Jon McChesney from San Diego, CA asked:
- Hello Dr. Carr.
Thank you for fielding questions today.
In past NCES releases, such as the recent private school and charter school studies, NCES has performed "secondary analyses" in an attempt to make apples-to-apples comparisons between cohorts. At the time of those releases Commissioner Mark Schneider commented that NCES would discontinue such studies, and, if I understood the implication correctly, the research community would pick up where NCES had left off.
Obviously the characteristics and challenges of each participating TUDA district are varied. Do you believe NAEP has value in terms of comparing, weighing, and evaluating these characteristics, or educational inputs? Or do you consider NAEP to be an isolated snapshot?
Dr. Peggy G. Carr 's response:
- Dear John,
Commissioner Schneider was referring to reports using a particular analysis methodology. NCES anticipates research using a variety of analytic techniques from the active community of NAEP researchers. I do believe that NAEP has tremendous value in facilitating comparisons of student performance across districts. In fact, NAEP is the only common measure these districts share. However, NAEP is a cross-sectional survey, and the data are not appropriate bases for causal inference--we can't answer "why" questions. NAEP data and results can provoke insights and inquiries within and across districts. More in-depth studies investigating inputs and characteristics of the differences and similarities, weaknesses and strengths, often follow a release of NAEP results.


Exercise — Please copy out each line of the entries in which "ticks" appears.

Given records —
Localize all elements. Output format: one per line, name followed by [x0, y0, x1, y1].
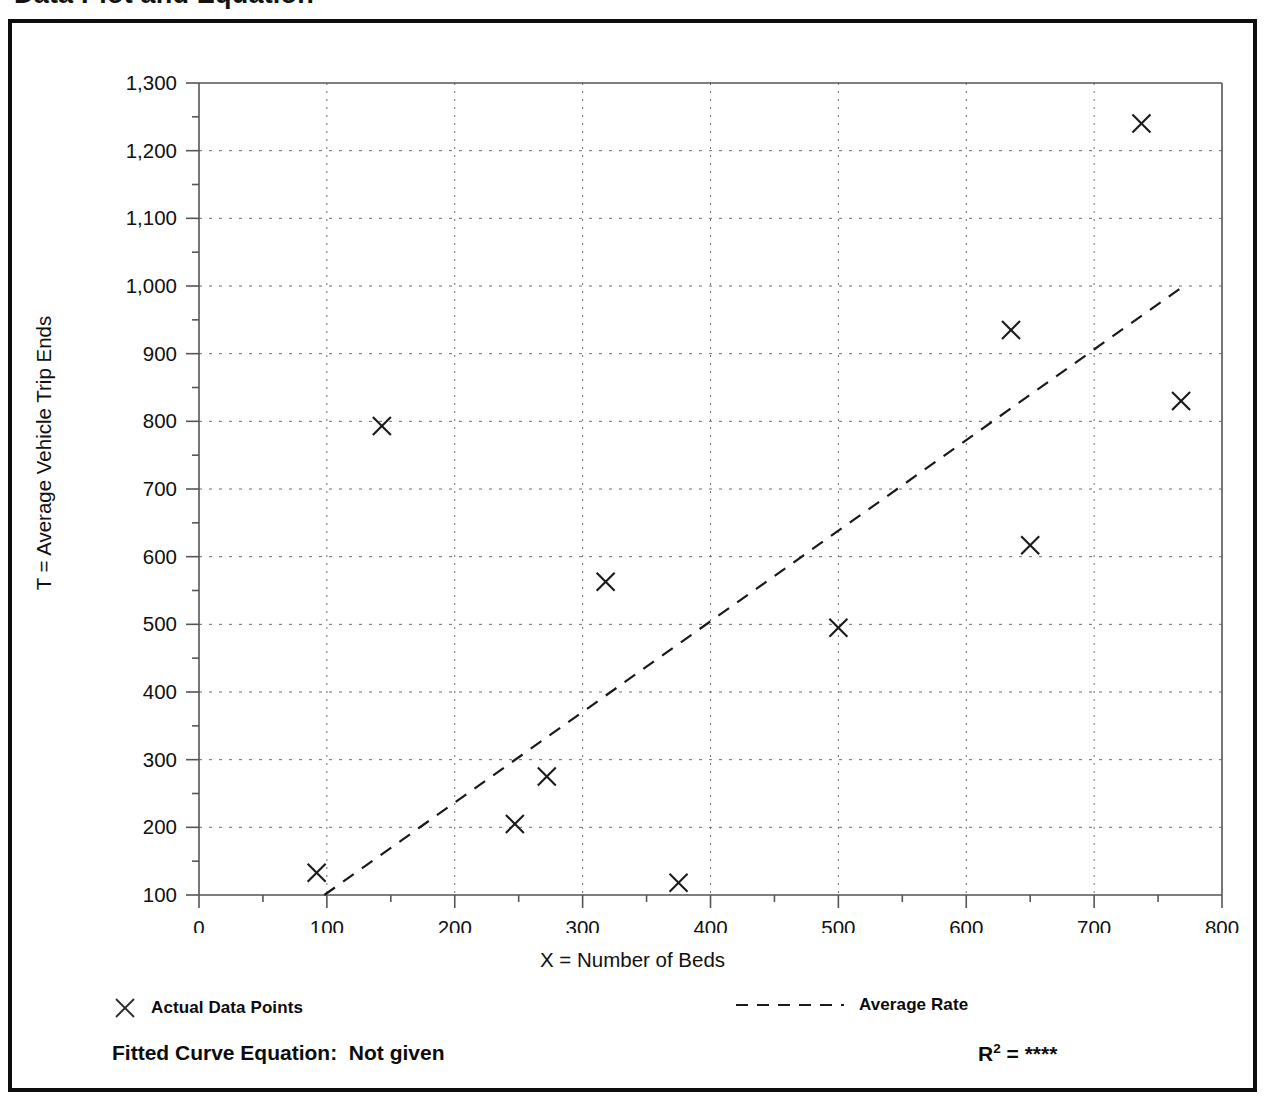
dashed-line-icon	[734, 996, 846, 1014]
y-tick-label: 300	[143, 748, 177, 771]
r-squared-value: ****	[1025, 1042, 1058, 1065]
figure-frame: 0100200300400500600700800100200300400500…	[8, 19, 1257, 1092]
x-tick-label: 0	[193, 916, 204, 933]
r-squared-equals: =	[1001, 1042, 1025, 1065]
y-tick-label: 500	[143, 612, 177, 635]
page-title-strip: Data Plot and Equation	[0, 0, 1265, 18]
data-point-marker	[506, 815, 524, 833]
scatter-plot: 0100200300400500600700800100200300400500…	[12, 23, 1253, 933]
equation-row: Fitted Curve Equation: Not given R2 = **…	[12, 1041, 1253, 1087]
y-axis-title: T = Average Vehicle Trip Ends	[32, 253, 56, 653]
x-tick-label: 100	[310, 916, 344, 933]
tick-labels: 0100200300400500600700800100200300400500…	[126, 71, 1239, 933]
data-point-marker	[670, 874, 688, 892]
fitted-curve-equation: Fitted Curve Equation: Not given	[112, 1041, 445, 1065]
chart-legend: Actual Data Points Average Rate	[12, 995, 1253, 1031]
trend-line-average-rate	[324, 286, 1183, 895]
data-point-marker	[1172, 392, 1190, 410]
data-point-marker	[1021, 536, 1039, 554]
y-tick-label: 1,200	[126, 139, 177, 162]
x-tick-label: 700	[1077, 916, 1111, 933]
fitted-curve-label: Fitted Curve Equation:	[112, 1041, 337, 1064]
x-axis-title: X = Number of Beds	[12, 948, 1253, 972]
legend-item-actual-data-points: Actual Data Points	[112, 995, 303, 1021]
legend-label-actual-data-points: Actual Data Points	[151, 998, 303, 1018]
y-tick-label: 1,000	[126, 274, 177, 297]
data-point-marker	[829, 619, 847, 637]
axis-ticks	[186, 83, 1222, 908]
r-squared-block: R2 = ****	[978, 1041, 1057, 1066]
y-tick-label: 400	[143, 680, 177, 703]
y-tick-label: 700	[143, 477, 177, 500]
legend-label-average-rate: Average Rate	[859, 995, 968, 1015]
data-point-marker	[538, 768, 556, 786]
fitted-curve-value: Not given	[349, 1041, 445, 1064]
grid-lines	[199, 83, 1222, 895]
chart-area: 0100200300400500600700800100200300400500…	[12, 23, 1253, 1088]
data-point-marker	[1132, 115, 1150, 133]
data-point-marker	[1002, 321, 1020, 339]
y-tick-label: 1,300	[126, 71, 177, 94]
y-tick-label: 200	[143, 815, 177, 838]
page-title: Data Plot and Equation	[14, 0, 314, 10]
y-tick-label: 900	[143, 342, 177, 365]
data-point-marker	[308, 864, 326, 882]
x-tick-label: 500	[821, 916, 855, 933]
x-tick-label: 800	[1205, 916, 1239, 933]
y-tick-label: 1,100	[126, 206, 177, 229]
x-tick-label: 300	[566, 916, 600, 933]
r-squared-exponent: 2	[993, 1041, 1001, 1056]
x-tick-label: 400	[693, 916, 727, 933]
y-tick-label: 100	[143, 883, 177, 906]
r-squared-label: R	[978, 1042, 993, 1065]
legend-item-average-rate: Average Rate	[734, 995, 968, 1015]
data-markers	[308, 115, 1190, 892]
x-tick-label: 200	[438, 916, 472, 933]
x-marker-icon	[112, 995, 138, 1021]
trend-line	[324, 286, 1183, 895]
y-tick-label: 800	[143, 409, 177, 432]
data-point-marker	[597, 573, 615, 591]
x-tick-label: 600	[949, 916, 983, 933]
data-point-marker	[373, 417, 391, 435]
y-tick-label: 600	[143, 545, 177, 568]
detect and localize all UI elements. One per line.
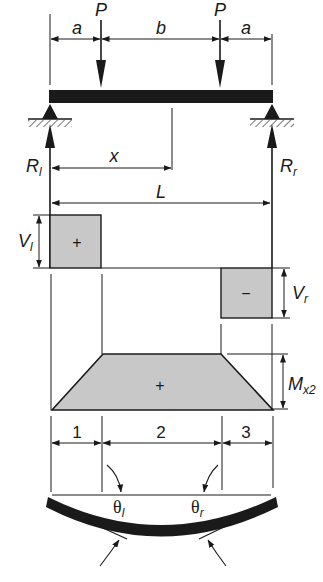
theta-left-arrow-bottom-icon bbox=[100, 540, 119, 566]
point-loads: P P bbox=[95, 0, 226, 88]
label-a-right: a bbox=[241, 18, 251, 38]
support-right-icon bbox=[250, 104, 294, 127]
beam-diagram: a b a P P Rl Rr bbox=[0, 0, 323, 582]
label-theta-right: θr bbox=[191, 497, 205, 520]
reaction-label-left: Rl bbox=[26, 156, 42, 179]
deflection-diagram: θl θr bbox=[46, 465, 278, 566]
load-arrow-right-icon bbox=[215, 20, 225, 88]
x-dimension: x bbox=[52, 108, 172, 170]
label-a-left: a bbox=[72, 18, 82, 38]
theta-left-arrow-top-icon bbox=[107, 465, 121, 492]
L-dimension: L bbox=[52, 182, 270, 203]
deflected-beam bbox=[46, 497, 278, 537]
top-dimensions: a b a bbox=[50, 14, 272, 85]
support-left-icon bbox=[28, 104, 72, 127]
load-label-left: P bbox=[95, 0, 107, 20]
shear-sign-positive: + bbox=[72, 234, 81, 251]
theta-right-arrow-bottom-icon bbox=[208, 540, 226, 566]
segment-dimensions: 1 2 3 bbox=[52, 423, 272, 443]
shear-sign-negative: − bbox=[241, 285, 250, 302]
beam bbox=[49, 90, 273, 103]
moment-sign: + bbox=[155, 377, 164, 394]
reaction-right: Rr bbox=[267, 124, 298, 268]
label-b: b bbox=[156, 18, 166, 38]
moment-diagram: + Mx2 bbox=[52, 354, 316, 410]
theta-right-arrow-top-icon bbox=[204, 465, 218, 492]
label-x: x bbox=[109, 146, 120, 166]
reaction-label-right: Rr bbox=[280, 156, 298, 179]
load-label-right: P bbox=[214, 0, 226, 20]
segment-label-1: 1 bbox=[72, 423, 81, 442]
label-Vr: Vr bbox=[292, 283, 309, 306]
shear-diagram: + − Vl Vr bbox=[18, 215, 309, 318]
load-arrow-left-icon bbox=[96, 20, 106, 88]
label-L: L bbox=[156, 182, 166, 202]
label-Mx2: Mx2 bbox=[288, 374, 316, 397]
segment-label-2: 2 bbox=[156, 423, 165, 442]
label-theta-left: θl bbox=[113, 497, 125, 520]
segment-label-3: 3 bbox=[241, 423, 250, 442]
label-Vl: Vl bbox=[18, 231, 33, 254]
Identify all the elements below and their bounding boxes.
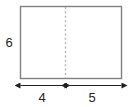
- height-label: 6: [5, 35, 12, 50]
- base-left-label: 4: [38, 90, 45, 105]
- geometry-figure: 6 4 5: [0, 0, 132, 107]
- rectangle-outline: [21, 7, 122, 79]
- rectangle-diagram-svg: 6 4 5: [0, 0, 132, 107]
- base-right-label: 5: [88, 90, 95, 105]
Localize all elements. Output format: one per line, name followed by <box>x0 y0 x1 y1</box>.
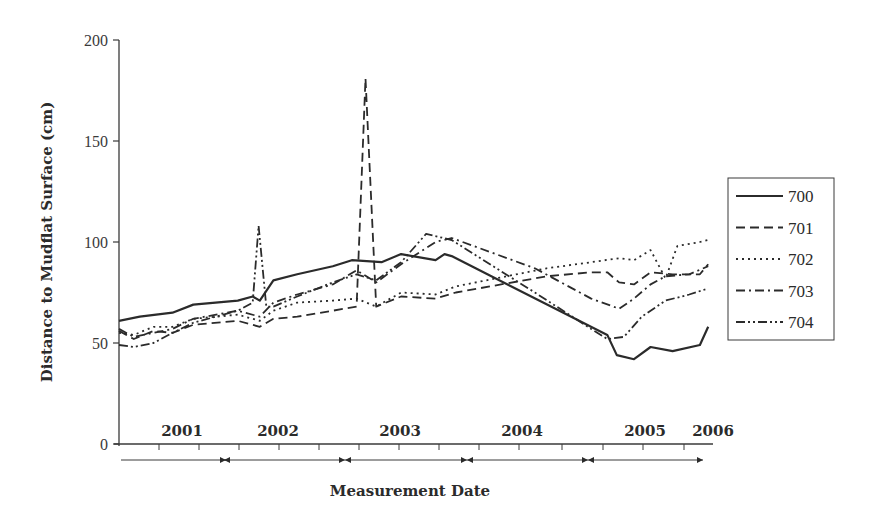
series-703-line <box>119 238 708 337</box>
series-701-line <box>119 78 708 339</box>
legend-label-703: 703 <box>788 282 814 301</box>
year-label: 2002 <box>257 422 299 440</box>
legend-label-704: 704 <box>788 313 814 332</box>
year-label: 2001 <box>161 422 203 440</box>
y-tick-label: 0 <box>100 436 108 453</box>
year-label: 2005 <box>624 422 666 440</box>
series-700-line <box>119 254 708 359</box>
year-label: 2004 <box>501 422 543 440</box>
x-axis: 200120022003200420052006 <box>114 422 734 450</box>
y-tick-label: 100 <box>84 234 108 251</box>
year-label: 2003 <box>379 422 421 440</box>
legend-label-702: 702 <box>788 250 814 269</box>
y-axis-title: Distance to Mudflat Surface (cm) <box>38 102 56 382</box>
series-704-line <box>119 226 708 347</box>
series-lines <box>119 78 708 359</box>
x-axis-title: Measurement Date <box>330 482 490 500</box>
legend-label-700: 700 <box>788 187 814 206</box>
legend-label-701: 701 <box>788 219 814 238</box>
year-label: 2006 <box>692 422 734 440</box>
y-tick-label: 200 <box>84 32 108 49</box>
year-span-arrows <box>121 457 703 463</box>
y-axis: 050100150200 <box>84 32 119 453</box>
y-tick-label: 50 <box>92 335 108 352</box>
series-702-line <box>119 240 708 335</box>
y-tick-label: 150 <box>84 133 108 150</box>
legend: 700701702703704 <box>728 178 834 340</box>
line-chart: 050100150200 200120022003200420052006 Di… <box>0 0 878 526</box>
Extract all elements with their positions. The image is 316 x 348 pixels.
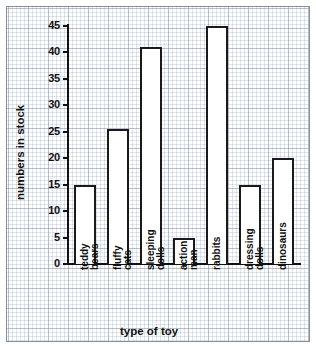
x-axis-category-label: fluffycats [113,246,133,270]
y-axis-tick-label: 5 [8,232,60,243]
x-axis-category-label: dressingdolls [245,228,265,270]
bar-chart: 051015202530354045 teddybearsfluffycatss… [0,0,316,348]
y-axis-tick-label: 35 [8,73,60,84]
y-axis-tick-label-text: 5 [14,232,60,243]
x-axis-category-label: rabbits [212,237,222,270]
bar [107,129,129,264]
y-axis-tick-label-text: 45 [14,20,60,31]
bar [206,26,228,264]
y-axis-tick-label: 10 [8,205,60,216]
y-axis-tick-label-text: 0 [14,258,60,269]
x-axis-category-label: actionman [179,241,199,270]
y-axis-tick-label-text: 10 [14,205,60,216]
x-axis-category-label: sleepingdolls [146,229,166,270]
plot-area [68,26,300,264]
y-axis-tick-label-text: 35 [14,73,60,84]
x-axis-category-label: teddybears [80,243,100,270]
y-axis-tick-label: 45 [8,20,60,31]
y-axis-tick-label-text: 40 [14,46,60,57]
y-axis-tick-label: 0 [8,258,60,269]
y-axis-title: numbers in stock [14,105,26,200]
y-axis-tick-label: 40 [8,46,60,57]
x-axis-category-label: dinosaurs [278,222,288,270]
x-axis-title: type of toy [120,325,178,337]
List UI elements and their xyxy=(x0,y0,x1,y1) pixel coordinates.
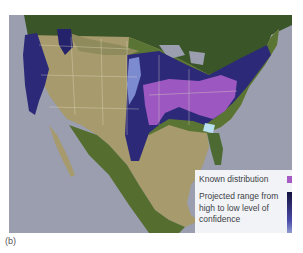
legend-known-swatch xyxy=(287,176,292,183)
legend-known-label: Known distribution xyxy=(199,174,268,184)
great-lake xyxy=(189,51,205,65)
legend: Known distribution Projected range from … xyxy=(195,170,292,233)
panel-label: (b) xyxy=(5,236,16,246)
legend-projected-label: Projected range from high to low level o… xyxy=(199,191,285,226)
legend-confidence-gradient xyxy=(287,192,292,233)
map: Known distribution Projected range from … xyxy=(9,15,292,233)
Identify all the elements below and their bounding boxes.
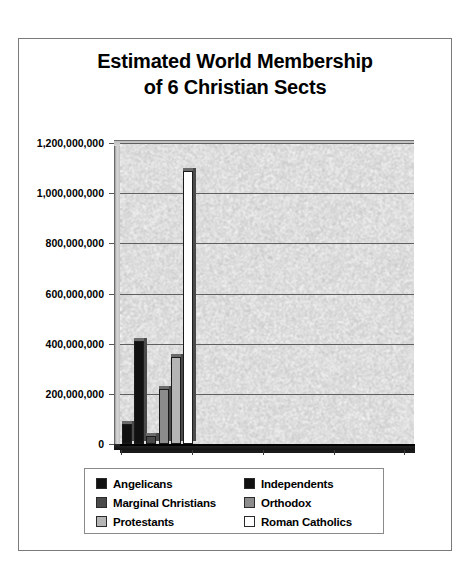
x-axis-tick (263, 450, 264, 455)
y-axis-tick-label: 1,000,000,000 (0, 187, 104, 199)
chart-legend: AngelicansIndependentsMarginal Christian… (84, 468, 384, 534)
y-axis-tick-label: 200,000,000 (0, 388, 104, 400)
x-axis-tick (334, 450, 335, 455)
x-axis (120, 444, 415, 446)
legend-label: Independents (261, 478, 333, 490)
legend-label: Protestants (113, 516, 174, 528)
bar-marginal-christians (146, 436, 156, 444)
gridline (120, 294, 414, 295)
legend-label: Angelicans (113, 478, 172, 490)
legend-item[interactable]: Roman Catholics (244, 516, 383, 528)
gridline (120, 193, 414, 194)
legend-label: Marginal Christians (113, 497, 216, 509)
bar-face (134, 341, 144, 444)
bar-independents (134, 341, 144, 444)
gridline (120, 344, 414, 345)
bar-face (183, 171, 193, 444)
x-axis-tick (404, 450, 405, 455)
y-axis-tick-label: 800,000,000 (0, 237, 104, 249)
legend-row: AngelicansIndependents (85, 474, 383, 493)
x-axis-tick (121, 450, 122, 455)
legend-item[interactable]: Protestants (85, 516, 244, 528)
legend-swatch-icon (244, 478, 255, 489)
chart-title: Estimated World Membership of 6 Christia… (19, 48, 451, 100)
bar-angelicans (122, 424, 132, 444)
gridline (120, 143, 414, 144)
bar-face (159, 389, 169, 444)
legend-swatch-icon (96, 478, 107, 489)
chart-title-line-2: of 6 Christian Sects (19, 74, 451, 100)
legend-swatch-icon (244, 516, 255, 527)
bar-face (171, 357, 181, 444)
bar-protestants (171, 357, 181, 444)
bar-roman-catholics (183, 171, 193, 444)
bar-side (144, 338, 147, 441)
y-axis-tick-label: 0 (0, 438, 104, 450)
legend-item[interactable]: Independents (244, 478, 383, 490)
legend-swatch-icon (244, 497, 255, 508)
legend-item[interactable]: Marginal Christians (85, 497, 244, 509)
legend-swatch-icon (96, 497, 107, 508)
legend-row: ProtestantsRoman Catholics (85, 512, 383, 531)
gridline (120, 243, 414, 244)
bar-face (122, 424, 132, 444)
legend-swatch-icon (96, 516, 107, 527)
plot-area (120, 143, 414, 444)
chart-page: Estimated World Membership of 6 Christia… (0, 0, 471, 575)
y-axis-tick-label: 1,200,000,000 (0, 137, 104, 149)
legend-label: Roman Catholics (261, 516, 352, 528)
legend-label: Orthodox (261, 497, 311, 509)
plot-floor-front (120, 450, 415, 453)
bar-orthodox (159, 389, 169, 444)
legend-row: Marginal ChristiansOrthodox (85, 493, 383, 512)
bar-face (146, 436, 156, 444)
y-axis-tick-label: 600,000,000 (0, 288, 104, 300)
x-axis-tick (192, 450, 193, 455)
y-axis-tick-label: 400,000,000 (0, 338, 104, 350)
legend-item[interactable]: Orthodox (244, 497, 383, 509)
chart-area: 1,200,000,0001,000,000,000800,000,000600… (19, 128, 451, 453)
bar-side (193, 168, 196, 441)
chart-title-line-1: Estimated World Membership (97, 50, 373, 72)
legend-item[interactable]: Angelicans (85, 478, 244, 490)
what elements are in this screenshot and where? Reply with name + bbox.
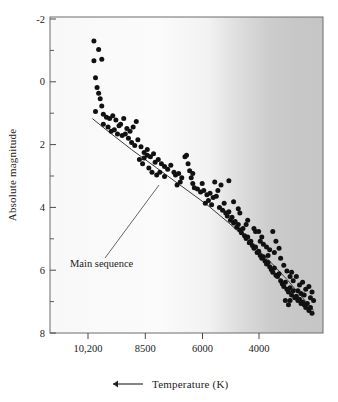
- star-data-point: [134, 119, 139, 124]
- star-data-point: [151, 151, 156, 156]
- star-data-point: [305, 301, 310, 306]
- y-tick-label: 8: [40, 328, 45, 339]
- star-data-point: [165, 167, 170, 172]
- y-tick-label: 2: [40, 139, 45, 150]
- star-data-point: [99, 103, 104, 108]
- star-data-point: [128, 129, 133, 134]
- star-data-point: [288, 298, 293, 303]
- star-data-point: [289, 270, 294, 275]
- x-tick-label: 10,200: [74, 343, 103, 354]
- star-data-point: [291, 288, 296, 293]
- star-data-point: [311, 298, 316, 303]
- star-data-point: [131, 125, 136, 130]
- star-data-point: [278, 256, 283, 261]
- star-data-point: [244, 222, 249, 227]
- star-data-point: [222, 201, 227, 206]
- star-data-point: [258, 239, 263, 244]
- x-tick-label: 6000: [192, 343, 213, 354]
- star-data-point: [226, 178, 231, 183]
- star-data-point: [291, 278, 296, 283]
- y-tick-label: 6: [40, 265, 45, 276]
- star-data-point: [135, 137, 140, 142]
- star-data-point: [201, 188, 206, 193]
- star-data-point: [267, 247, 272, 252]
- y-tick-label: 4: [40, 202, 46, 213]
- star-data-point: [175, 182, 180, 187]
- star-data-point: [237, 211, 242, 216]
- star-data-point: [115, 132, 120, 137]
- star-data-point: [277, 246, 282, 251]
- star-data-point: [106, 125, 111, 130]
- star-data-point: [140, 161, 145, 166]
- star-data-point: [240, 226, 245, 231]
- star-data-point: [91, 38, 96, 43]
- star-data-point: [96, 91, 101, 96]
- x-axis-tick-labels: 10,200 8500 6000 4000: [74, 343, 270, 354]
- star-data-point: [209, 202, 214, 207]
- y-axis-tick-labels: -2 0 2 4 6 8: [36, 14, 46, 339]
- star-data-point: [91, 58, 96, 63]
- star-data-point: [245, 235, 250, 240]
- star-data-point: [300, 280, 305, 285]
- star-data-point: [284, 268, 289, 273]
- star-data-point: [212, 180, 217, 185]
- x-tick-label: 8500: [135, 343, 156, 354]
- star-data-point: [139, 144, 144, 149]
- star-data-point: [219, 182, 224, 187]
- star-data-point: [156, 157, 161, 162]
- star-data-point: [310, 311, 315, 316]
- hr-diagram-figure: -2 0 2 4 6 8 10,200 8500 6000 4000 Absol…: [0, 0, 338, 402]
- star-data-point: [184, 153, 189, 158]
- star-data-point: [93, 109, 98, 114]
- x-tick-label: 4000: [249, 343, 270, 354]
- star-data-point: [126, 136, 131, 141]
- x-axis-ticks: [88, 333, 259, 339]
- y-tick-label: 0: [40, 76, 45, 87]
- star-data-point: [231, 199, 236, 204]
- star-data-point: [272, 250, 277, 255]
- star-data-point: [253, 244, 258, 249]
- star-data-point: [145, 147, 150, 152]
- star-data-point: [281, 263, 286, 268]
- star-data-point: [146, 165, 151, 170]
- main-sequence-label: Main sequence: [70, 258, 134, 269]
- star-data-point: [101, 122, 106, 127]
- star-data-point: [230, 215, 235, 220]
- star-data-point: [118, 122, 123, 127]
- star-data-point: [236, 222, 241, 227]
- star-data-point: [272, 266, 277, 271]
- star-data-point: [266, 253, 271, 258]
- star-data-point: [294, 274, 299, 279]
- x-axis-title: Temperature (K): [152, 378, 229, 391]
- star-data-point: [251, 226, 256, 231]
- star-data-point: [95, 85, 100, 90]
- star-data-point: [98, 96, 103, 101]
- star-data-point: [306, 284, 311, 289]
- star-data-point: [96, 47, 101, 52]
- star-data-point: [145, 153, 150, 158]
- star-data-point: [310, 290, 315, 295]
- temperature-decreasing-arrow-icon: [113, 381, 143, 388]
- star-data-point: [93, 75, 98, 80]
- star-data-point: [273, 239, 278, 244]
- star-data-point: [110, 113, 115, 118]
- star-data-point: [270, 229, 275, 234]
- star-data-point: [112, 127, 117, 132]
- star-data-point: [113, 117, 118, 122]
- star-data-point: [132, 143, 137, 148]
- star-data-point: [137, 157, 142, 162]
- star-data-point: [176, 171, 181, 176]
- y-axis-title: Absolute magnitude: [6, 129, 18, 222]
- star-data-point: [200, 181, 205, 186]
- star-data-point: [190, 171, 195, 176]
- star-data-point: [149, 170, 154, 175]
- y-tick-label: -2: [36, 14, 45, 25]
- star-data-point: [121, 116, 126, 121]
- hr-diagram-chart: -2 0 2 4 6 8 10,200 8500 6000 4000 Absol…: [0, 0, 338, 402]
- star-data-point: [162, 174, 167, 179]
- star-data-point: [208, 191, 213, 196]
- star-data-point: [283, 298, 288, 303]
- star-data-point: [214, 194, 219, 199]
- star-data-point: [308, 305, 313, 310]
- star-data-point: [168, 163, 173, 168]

Problem solution —
axis-ticks	[186, 83, 1222, 908]
- x-axis-ticks: [88, 333, 259, 339]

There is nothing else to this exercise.